I'm a MapIn March, I performed a reading over a screencast at the Conference on College Composition and Communication (CCCC). I was on a panel (The Rhetoric of Technoscience: A Remix Approach to Reading Technologies, Texts, and Ideas) with  Sarah Hallenbeck and Chelsea Redeker. I started putting together my presentation about two weeks before the conference. I was looking at the ways that the Get a Mac characters—Mac and PC—can be read as embodied metaphors. So I was composing a screencast, using the recording process as a means of arranging and discussing materials (the ads, quotations from texts, Web pages). I ‘ve presented videos several times at the conference, and have thought, along with others, about the irony of fueling thousands of miles of travel to walk into a room and push play. I had the script ready from laying down the audio track. The link formed easily: perform the reading live at the conference. The performance went well. The crowd was small, but gave me excellent feedback.
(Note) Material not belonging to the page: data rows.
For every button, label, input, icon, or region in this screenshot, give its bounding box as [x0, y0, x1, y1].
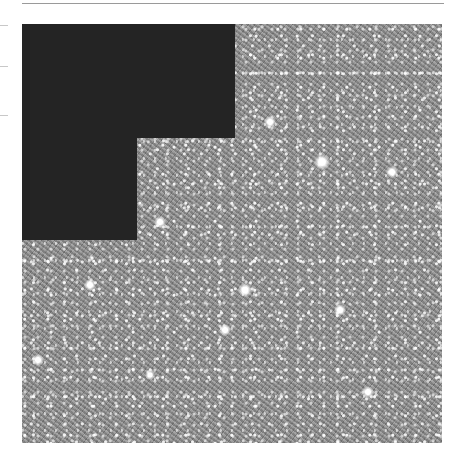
bright-star: [219, 324, 231, 336]
bright-star: [334, 304, 346, 316]
bright-star: [145, 370, 155, 380]
bright-star: [84, 279, 96, 291]
masked-region-bottom: [22, 138, 137, 240]
left-tick-mark: [0, 66, 8, 67]
bright-star: [264, 116, 276, 128]
star-field-image: [22, 24, 442, 443]
bright-star: [154, 216, 166, 228]
bright-star: [314, 154, 330, 170]
bright-star: [386, 166, 398, 178]
masked-region-top: [22, 24, 235, 138]
left-tick-mark: [0, 25, 8, 26]
bright-star: [238, 283, 252, 297]
bright-star: [32, 354, 44, 366]
top-rule: [22, 3, 444, 4]
left-tick-mark: [0, 115, 8, 116]
bright-star: [362, 386, 374, 398]
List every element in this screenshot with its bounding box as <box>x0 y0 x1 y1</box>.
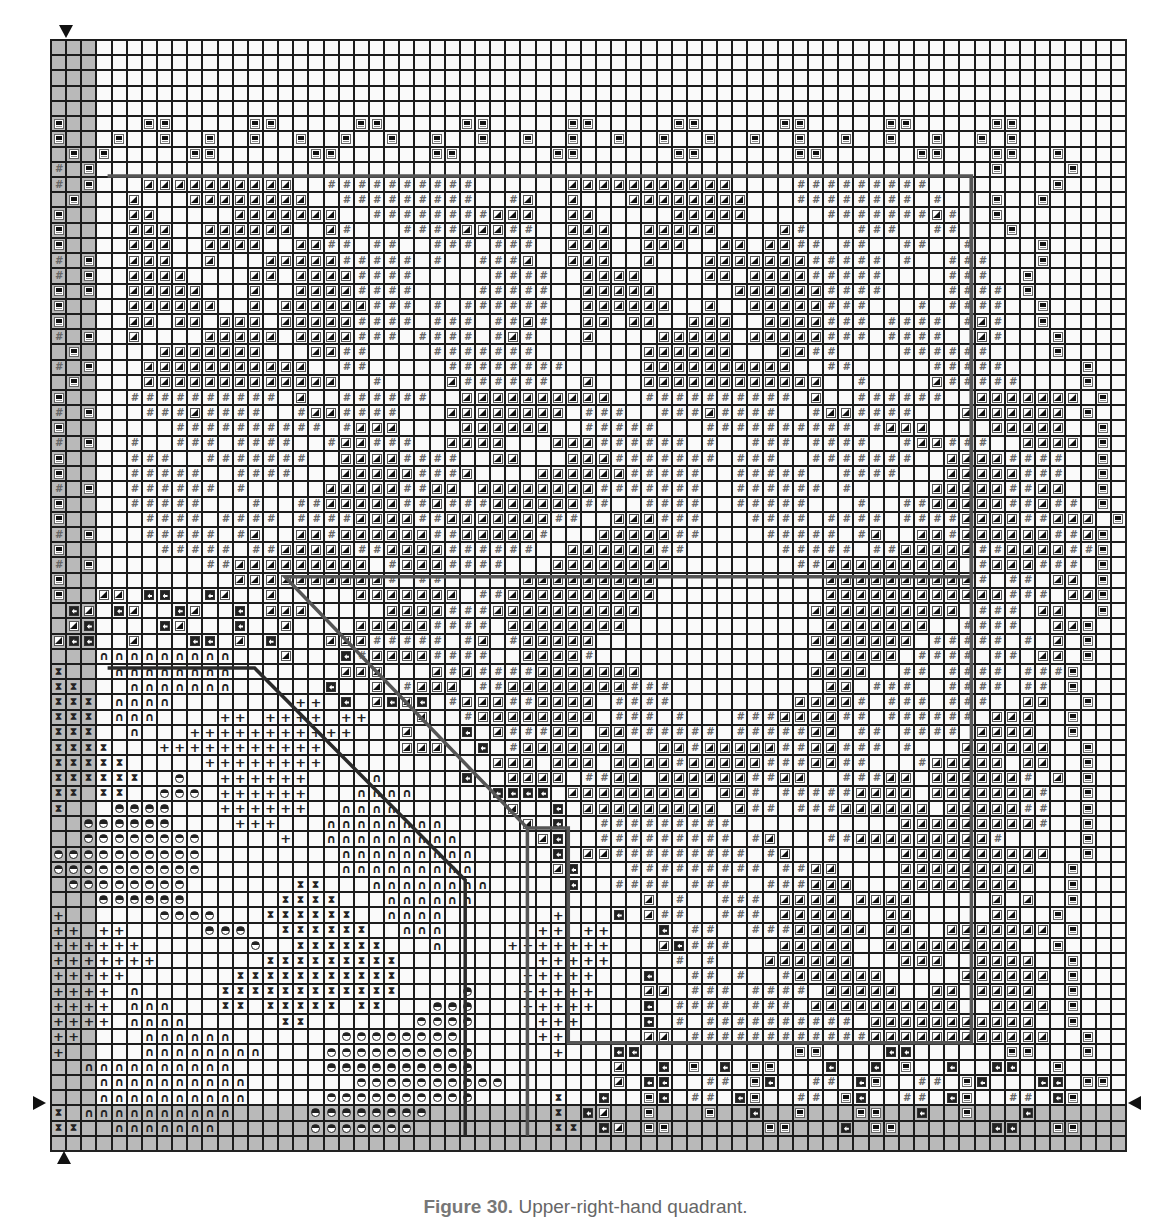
hourglass-symbol-icon: ⧗ <box>69 773 79 783</box>
hash-symbol-icon: # <box>387 180 397 190</box>
hash-symbol-icon: # <box>629 712 639 722</box>
triangle-symbol-icon <box>538 667 548 677</box>
grid-cell <box>595 465 610 480</box>
grid-cell <box>701 800 716 815</box>
bar-box-symbol-icon <box>1083 773 1093 783</box>
hash-symbol-icon: # <box>992 621 1002 631</box>
grid-cell: # <box>868 191 883 206</box>
grid-cell <box>868 556 883 571</box>
hash-symbol-icon: # <box>750 986 760 996</box>
triangle-symbol-icon <box>402 560 412 570</box>
grid-cell: # <box>837 359 852 374</box>
hourglass-symbol-icon: ⧗ <box>296 956 306 966</box>
grid-cell <box>171 846 186 861</box>
grid-cell <box>111 328 126 343</box>
triangle-symbol-icon <box>689 362 699 372</box>
grid-cell: # <box>640 450 655 465</box>
grid-cell <box>413 359 428 374</box>
grid-cell <box>368 648 383 663</box>
grid-cell <box>126 404 141 419</box>
grid-cell <box>489 511 504 526</box>
grid-cell: ∩ <box>429 937 444 952</box>
grid-cell <box>277 359 292 374</box>
grid-cell: # <box>338 252 353 267</box>
grid-cell <box>50 541 65 556</box>
grid-cell <box>837 374 852 389</box>
triangle-symbol-icon <box>886 925 896 935</box>
grid-cell <box>201 267 216 282</box>
grid-cell <box>111 1028 126 1043</box>
hash-symbol-icon: # <box>901 727 911 737</box>
grid-cell: # <box>913 389 928 404</box>
grid-cell <box>837 1135 852 1150</box>
grid-cell <box>307 648 322 663</box>
grid-cell: ⧗ <box>95 754 110 769</box>
grid-cell: # <box>762 724 777 739</box>
grid-cell <box>141 602 156 617</box>
hash-symbol-icon: # <box>599 438 609 448</box>
grid-cell <box>474 785 489 800</box>
grid-cell <box>913 556 928 571</box>
half-circle-symbol-icon <box>190 789 199 798</box>
grid-cell <box>111 617 126 632</box>
grid-cell <box>989 404 1004 419</box>
grid-cell <box>610 465 625 480</box>
triangle-symbol-icon <box>917 819 927 829</box>
triangle-symbol-icon <box>689 317 699 327</box>
arch-symbol-icon: ∩ <box>190 1047 200 1057</box>
triangle-symbol-icon <box>886 423 896 433</box>
hash-symbol-icon: # <box>780 971 790 981</box>
triangle-symbol-icon <box>886 621 896 631</box>
grid-cell: + <box>519 937 534 952</box>
grid-cell: # <box>762 389 777 404</box>
hash-symbol-icon: # <box>523 225 533 235</box>
grid-cell <box>913 1028 928 1043</box>
grid-cell <box>656 313 671 328</box>
triangle-symbol-icon <box>356 530 366 540</box>
grid-cell <box>1064 693 1079 708</box>
triangle-symbol-icon <box>674 195 684 205</box>
grid-cell <box>201 693 216 708</box>
bar-box-symbol-icon <box>69 347 79 357</box>
arch-symbol-icon: ∩ <box>387 864 397 874</box>
bar-box-symbol-icon <box>1007 119 1017 129</box>
grid-cell: # <box>746 511 761 526</box>
triangle-symbol-icon <box>583 286 593 296</box>
grid-cell <box>1004 130 1019 145</box>
grid-cell <box>277 206 292 221</box>
grid-cell <box>731 176 746 191</box>
grid-cell: # <box>762 450 777 465</box>
grid-cell <box>1019 861 1034 876</box>
hash-symbol-icon: # <box>871 393 881 403</box>
grid-cell: # <box>50 480 65 495</box>
grid-cell <box>474 480 489 495</box>
grid-cell <box>580 633 595 648</box>
grid-cell: # <box>958 648 973 663</box>
grid-cell: ⧗ <box>323 983 338 998</box>
grid-cell <box>459 587 474 602</box>
grid-cell <box>731 526 746 541</box>
grid-cell <box>323 739 338 754</box>
hash-symbol-icon: # <box>629 864 639 874</box>
grid-cell <box>413 800 428 815</box>
triangle-symbol-icon <box>705 758 715 768</box>
grid-cell: + <box>65 1028 80 1043</box>
hash-symbol-icon: # <box>962 271 972 281</box>
grid-cell <box>50 1059 65 1074</box>
grid-cell: # <box>777 389 792 404</box>
triangle-symbol-icon <box>583 788 593 798</box>
grid-cell <box>1110 283 1125 298</box>
triangle-symbol-icon <box>478 225 488 235</box>
hash-symbol-icon: # <box>977 362 987 372</box>
triangle-symbol-icon <box>992 530 1002 540</box>
grid-cell <box>868 54 883 69</box>
grid-cell <box>1004 998 1019 1013</box>
grid-cell <box>746 1074 761 1089</box>
plus-symbol-icon: + <box>341 727 351 737</box>
grid-cell: ∩ <box>201 1028 216 1043</box>
arch-symbol-icon: ∩ <box>326 819 336 829</box>
bar-box-symbol-icon <box>84 362 94 372</box>
triangle-symbol-icon <box>765 301 775 311</box>
grid-cell <box>610 69 625 84</box>
hash-symbol-icon: # <box>160 454 170 464</box>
At the time of the CCCCs conference, I added a vocal track and posted the video, which became the draft of “I’m a Map; I’m a Green Tree.” I sent the link to Cheryl Ball who later asked me to develop the piece for possible submission to Kairos. Along the way, Cheryl played the video at the opening Town Hall meeting of 2010’s Computers and Writing Conference, where we got feedback and had a lively discussion about what counts as scholarship. I subsequently reworked the piece, concentrating on mixing the video scholarship (or poem) with some thoughts in words. The end result is available in issue 15.1 of Kairos.

Watch the Bubble In the meantime, I had so much fun performing the script of “I’m a Map” at the CCCCs conference, that I decided to push the concept and  perform my presentation at the Computers and Writing conference. The push came in the form of a live take of the recording of the screencast. Screencasts often use many takes edited together. Each segment is a performance of activities on the screen. Sustaining a take is a challenge because performing on a computer gets messy. The cursor gets bumped. The Web page takes too long to load. A typo. Cut. Take again. Instead, I planned, staged, and began recording takes of the recording of the screencast, giving the project a title that emerged somewhere in the middle of the process, “Watch the Bubble.”

I also wrote a script to accompany the screen performance. I delivered a reading of the script over the screencast at the Computers and Writing Conference. I also posted a  version with recorded narration. Bill Wolff asked if I would submit that for consideration in an online collection on remix composing. For Bill’s project, I reflect  on the composing of the screencast. I had artifacts from the creation of the piece—journal sketches, rough takes of the screen performance, note cards, script drafts, improvised recordings. I tried to make sense of the composing as I revised the composition, finding myself in a recurrent loop that has resulted in the draft here.

Watch the Bubble I was thinking about the convergences of screen and live performing/recording when I sent a query to Jenn Fishman for her call for projects to be submitted to an online issue of College Communication and Composition. On tracks parallel to my interest in performing and screen recording, I sometimes compose and usually assign portfolios for my courses. In the mode of “Watch the Bubble,” I asked students to screencast reflections on their work. I also assigned a warm up composition to introduce screencasting software and moves. I have to say the warmup projects were invigorating. They offered some creative composing opportunities, drifting somewhere between academic essay and mashup. And there was a nice performative element to the screencasts, especially the portfolio screencasts. Jackclyn Ngo, Sydney Stegall, and Kyle Stevens joined me to put together a piece that collects and reflects on these projects. Also a prepublication draft, it’s called “Casting Learning into Flowing Streams, or How to Put Together a This is What I Did in My Class Reflection that Sings, or This is What I Did in My class.”